2019 Gearhead Princess Pet’Nat
2019 Gearhead Princess Pet’Nat
Region: Love Ranch Vineyard < Madera < California (Marsanne)
Lolonis Vineyard < Mendocino < California (Valdiguié)
Grapes: 80% Marsanne, 20% Valdiguié
Vineyard/Cellar Stats: Marsanne from Love Ranch: CCOF-certified organic farming, dry-farmed vineyards on thin soils of granitic schist; grapes came in cold and took 3 days to ferment carbonically because the yeasts needed to warm up; Valdiguié from CCOF-certified organic, dry-farmed Lolonis Vineyard in Mendocino, fermented carbonically, no treading or adding of Co2; 15 day fermentation process before bottling at 1.5 brix, unfined/unfiltered with nothing added (zero-zero); 11% ABV; 18 cases
Winemaker: Craig West
Our buddy Noel of Purity turned us on to his buddy, Craig West, who makes wine at Noel’s Richmond facility for his upstart natural wine label, Gearhead. Craig was a fisherman and a baker for Acme Bread, but when he met Noel and started helping him with production, he decided that this was his calling and pivoted to wine. Now he makes tiny lots of wine from organic farming, all foot tread, many with carbonic maceration, and all sans sulfur.
Craig is scrappy like most of the new natty crew in California, and searches high and low for organic fruit to purchase. For this wine, he struck gold with pristine Marsanne from the CCOF-certified Love Ranch Vineyard not far from Yosemite, which was established in 1994 by Diana and Steve Love and planted to Rhone varieties. He planned on making a straight Marsanne, but one day Craig disgorged a bottle of this alongside a bottle of Valdiguié and started playing mad scientist. He topped up the Marsanne with some Valdiguié, and upon witnessing the alchemy of savory Marsanne with high-acid Valdiguié -- not to mention to glorious orange Tang color of the blend -- he knew he had to marry the two grapes into this fizzy red/white mashup. For the whimsical label art, he turned to his talented 10-year old daughter, who drove a hard bargain and charged dad $50 for the rights to her princess drawing. And thus the Princess Pet’Nat was born. We tasted this wine before it was bottled, and fell in love with the salty grapefruit juice that glows a neon orange and tastes just like a Salty Dog cocktail. In fact, we tried to convince him to call it Salty Dog and throw a nautical pup on the label. Princess, Salty Dog, whatever its called, if you’re a Pet-natty drinker, this crazy delicious wine is calling your name. But Craig only made 18 cases total, and we got 4, so there isn’t much to go around. Go forth and order before it’s gone.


Instructions for the task: Reproduce exactly the line with "Get detection for human eye." and the lines after it. Stop at the last line of the data and include nothing else.
□ □ □ □
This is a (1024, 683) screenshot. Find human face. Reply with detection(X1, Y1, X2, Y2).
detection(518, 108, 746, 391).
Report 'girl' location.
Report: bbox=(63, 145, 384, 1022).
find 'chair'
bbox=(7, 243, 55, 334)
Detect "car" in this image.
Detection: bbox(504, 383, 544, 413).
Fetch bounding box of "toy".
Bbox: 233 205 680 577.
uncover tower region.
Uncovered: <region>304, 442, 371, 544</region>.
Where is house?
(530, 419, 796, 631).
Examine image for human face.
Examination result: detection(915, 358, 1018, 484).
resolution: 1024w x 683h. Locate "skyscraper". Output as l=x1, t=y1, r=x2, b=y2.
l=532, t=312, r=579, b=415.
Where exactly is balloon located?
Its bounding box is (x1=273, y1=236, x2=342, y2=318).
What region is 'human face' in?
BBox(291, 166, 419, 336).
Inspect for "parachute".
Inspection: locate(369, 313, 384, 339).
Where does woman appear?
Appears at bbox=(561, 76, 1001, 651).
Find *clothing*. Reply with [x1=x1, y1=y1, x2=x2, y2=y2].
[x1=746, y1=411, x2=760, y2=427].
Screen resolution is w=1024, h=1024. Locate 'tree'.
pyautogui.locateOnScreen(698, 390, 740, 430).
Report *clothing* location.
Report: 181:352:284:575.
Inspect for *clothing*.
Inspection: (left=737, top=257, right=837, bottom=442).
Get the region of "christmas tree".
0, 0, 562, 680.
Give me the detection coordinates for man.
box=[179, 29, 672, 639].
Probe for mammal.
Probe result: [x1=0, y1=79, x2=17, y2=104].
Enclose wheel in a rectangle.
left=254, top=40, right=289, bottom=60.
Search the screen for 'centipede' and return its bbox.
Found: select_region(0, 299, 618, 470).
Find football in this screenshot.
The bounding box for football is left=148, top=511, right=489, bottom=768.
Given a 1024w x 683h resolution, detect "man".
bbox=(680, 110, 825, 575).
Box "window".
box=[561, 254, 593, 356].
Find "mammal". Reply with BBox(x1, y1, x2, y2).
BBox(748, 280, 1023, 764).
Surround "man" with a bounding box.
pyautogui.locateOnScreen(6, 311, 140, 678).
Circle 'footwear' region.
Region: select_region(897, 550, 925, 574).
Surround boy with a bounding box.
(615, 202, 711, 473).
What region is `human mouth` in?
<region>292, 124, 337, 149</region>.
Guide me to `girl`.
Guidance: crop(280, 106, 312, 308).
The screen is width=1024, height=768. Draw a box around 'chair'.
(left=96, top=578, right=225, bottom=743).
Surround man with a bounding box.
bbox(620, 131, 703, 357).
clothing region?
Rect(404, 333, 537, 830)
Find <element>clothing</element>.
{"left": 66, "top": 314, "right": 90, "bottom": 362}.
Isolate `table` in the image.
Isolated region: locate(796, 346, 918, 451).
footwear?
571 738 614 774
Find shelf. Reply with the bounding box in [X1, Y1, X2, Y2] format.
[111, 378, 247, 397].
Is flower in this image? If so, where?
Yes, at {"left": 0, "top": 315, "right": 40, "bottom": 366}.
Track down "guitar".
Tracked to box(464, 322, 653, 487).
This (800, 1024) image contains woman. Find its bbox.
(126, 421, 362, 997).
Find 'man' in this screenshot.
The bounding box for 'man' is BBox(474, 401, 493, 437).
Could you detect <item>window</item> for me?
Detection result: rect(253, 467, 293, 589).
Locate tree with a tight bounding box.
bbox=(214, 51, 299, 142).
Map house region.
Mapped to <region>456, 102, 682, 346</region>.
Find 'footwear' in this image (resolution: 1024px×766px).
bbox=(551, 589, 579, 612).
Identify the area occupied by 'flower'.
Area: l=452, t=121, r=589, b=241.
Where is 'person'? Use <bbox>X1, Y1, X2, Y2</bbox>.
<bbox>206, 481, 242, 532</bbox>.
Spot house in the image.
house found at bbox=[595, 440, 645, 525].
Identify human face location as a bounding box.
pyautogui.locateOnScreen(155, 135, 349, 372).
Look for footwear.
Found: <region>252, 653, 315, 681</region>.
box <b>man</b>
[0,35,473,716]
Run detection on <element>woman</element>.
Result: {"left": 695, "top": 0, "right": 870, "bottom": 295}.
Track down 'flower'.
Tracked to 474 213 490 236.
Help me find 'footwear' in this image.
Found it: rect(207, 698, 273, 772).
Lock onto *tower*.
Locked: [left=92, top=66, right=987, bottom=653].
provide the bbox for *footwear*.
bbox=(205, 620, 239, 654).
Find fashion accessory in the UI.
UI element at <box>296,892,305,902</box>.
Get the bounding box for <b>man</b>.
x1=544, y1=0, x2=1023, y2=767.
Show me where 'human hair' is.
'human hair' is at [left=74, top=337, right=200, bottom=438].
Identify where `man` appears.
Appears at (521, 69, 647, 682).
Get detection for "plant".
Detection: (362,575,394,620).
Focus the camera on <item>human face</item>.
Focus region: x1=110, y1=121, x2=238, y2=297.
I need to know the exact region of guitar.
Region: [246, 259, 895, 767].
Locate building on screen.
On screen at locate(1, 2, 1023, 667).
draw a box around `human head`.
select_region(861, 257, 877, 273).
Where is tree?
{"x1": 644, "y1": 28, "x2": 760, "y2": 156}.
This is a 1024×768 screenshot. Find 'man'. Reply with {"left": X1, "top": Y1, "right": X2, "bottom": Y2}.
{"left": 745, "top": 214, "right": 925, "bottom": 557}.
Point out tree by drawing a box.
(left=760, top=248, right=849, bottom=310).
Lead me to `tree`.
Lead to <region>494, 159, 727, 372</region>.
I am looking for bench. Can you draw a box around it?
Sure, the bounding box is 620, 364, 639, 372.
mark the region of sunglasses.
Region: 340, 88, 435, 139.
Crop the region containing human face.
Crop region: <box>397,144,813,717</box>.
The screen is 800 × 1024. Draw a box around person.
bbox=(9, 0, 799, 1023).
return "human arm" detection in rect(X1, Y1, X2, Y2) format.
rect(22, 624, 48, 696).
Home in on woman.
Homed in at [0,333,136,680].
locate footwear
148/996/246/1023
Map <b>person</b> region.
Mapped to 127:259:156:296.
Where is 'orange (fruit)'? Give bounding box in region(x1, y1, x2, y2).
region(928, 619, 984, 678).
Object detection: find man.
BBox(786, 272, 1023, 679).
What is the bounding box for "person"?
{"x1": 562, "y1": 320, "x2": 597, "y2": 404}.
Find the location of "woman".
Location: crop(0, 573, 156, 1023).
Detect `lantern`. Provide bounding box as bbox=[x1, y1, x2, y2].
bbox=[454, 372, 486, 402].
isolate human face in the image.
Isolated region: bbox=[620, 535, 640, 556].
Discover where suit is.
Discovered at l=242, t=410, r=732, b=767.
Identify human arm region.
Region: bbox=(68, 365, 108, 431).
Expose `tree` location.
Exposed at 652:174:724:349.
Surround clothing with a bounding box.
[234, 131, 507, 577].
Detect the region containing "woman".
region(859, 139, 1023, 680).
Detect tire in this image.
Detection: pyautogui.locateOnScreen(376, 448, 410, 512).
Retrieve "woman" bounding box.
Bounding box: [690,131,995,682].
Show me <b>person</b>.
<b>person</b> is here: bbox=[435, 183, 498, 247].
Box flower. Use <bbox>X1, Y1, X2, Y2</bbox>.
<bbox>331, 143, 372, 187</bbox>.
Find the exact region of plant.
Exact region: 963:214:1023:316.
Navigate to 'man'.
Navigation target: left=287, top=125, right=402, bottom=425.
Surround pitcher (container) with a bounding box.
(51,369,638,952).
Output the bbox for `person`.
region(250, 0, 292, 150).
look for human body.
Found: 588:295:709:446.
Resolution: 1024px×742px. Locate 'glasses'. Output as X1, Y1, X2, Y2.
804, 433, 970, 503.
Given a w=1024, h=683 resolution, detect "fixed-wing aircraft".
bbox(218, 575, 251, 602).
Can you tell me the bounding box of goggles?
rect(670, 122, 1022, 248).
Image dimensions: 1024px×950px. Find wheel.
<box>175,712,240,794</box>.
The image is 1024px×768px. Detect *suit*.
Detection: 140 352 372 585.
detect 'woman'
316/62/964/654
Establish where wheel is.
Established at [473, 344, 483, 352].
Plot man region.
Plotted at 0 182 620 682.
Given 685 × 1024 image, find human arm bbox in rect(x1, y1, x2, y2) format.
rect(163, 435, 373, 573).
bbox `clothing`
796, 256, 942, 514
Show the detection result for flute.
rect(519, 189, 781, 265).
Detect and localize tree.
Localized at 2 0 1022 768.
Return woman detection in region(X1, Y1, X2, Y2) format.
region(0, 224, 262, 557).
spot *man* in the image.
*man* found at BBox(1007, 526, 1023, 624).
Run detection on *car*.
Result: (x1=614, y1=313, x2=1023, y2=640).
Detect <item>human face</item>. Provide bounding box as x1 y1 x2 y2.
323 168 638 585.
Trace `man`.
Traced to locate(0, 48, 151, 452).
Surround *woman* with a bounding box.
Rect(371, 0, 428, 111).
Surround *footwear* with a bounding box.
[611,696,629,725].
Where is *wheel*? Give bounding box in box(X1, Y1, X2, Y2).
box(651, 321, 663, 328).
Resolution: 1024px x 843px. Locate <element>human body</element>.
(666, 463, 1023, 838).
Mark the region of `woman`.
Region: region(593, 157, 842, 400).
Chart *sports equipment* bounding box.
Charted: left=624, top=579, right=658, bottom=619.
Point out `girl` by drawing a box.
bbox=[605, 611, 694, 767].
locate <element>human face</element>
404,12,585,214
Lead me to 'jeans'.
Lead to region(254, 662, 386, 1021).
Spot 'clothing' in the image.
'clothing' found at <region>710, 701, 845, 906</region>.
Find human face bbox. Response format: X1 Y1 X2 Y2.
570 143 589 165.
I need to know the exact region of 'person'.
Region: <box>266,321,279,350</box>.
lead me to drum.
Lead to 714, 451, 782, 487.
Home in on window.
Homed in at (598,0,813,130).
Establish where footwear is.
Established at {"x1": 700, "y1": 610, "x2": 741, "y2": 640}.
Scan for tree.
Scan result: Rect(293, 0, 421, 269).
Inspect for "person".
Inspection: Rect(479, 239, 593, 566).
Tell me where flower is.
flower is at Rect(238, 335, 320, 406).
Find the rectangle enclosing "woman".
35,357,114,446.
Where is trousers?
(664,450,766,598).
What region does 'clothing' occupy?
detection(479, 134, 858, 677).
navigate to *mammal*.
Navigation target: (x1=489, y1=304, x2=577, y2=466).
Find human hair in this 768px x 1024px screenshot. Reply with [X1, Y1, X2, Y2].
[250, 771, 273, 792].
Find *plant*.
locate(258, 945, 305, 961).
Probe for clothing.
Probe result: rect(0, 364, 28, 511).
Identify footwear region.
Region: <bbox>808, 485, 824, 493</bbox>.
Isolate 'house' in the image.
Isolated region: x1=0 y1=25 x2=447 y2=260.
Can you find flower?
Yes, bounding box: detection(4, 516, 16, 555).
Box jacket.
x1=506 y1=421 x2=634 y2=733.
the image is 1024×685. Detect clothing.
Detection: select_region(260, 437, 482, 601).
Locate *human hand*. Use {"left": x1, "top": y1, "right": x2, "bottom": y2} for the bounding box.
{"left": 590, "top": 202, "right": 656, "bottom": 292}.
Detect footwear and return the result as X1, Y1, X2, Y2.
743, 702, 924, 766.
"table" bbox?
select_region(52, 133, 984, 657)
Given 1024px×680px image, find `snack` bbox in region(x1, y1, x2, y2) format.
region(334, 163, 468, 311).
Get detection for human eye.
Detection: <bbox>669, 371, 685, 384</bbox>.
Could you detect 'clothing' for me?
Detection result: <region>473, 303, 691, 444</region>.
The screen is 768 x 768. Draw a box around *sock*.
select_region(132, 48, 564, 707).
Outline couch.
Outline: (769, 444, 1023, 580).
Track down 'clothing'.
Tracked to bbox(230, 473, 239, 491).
□ □ □ □
Response area:
Get detection for human eye.
Detection: <bbox>669, 371, 685, 384</bbox>.
Could you detect 'clothing' for me?
Detection result: <region>473, 303, 691, 444</region>.
The screen is 768 x 768. Draw a box around *sock*.
select_region(132, 48, 564, 707).
Outline couch.
Outline: (769, 444, 1023, 580).
Track down 'clothing'.
Tracked to bbox(230, 473, 239, 491).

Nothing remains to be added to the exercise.